On Thu, 25 Sep 2014, Joakim Tjernlund wrote:
John Hodrien J.H.Hodrien@leeds.ac.uk wrote on 2014/09/25 11:22:52:
How is local root pw any different than domain pw? In your view remote root access is a big nono so sssd should also enforce no remote root login in that case. I have no problem using local root pw when I known what it is but I don't care to memorize them all, besides users can change local root pw.
It isn't, but sssd isn't in a position to enforce it for local accounts. ssh is, which is why ssh provides the option:
AllowRoot without-password
If users change local root passwords they can equally well break sssd. They're unlikely to remove an authorized_keys file, and if they do, discipline them. I can't see what advantage you have using a network root credential over an ssh key, or a kerberos ticket.
You just said it: "best practice", not a law. In this context, sssd dictates policy and that is not sssd's call to make IMHO. You should encourage best practice though. One day we will get there but not today :)
SSSD dictates what it does to be safe. I've no problem with that default.
Finally, why are you not up front with this policy? Nowhere I can find is this documented and since this is a unusual enforcement you should document this limitation with "big letters" so everyone is aware beforehand, it sure would have saved me a lot of time.
It might be worth forgiving sssd a little here.
auth requisite pam_succeed_if.so uid >= 500 quiet
You've almost certainly got something like this in pam. Don't accept network auth for local system accounts is a normal PAM policy.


> **Required work**
A faithful copy of the data, pictures omitted, is the required answer.

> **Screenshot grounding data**
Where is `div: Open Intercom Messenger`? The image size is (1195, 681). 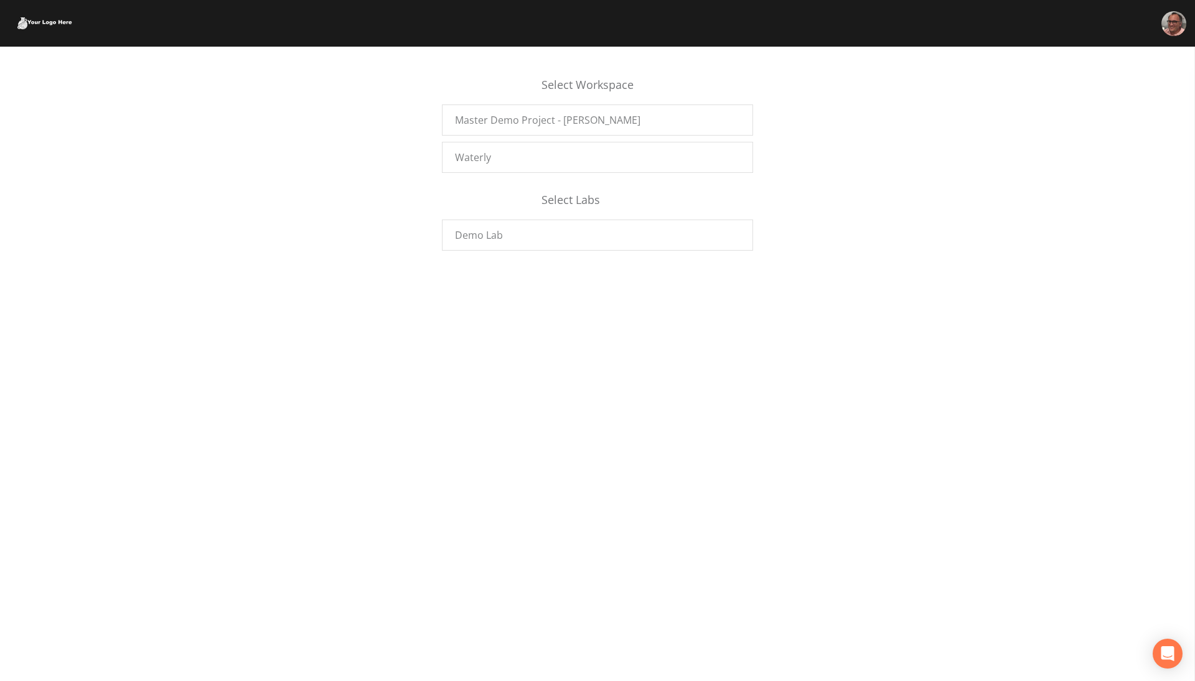
div: Open Intercom Messenger is located at coordinates (1167, 654).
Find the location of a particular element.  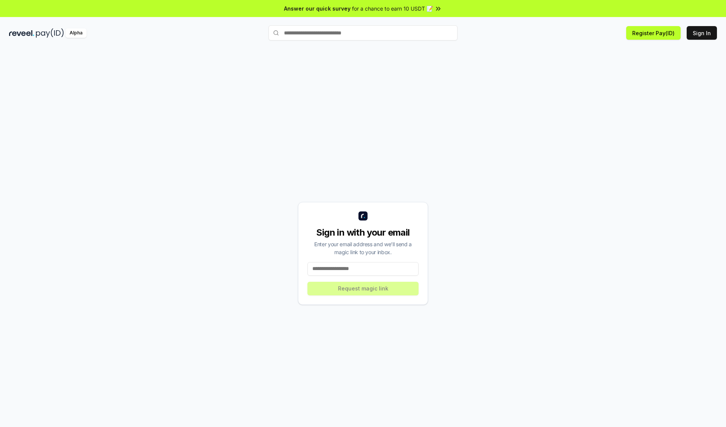

img: pay_id is located at coordinates (50, 33).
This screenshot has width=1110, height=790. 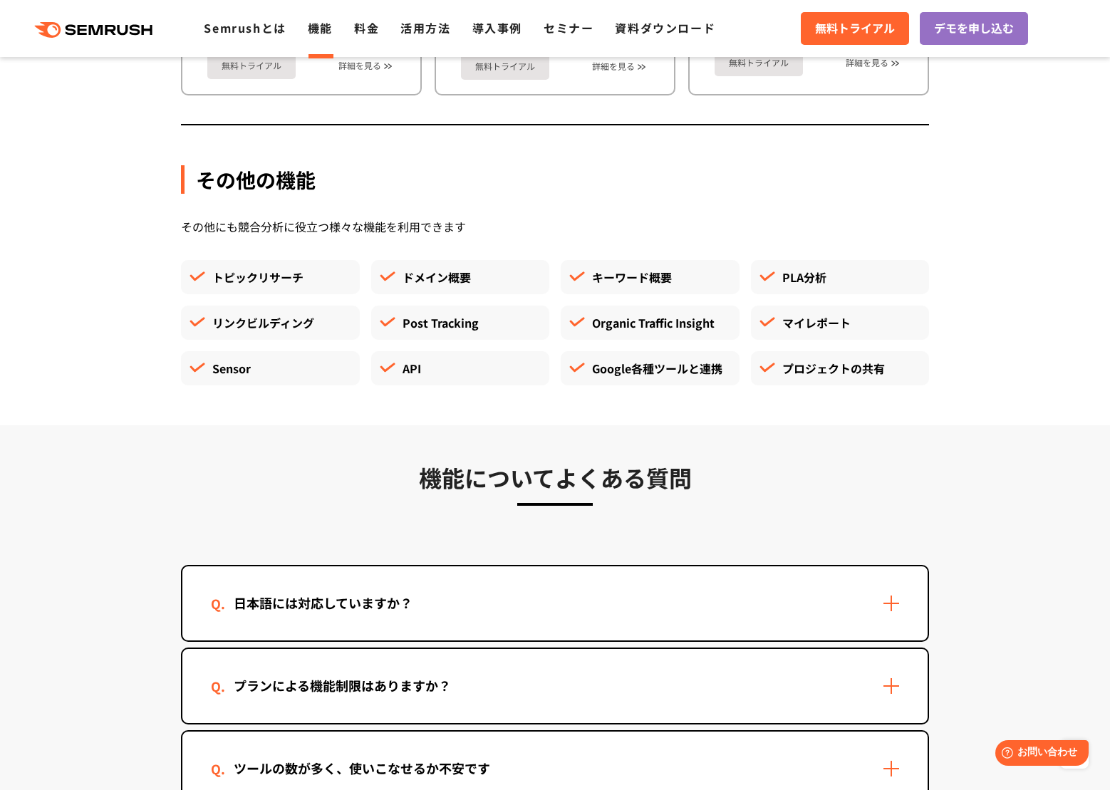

> **Task result**
Where is `div: Open Intercom Messenger`? The image size is (1195, 681). 
div: Open Intercom Messenger is located at coordinates (1167, 654).
Find the location of a particular element.  

img: pay_id is located at coordinates (50, 33).
This screenshot has width=1110, height=790. 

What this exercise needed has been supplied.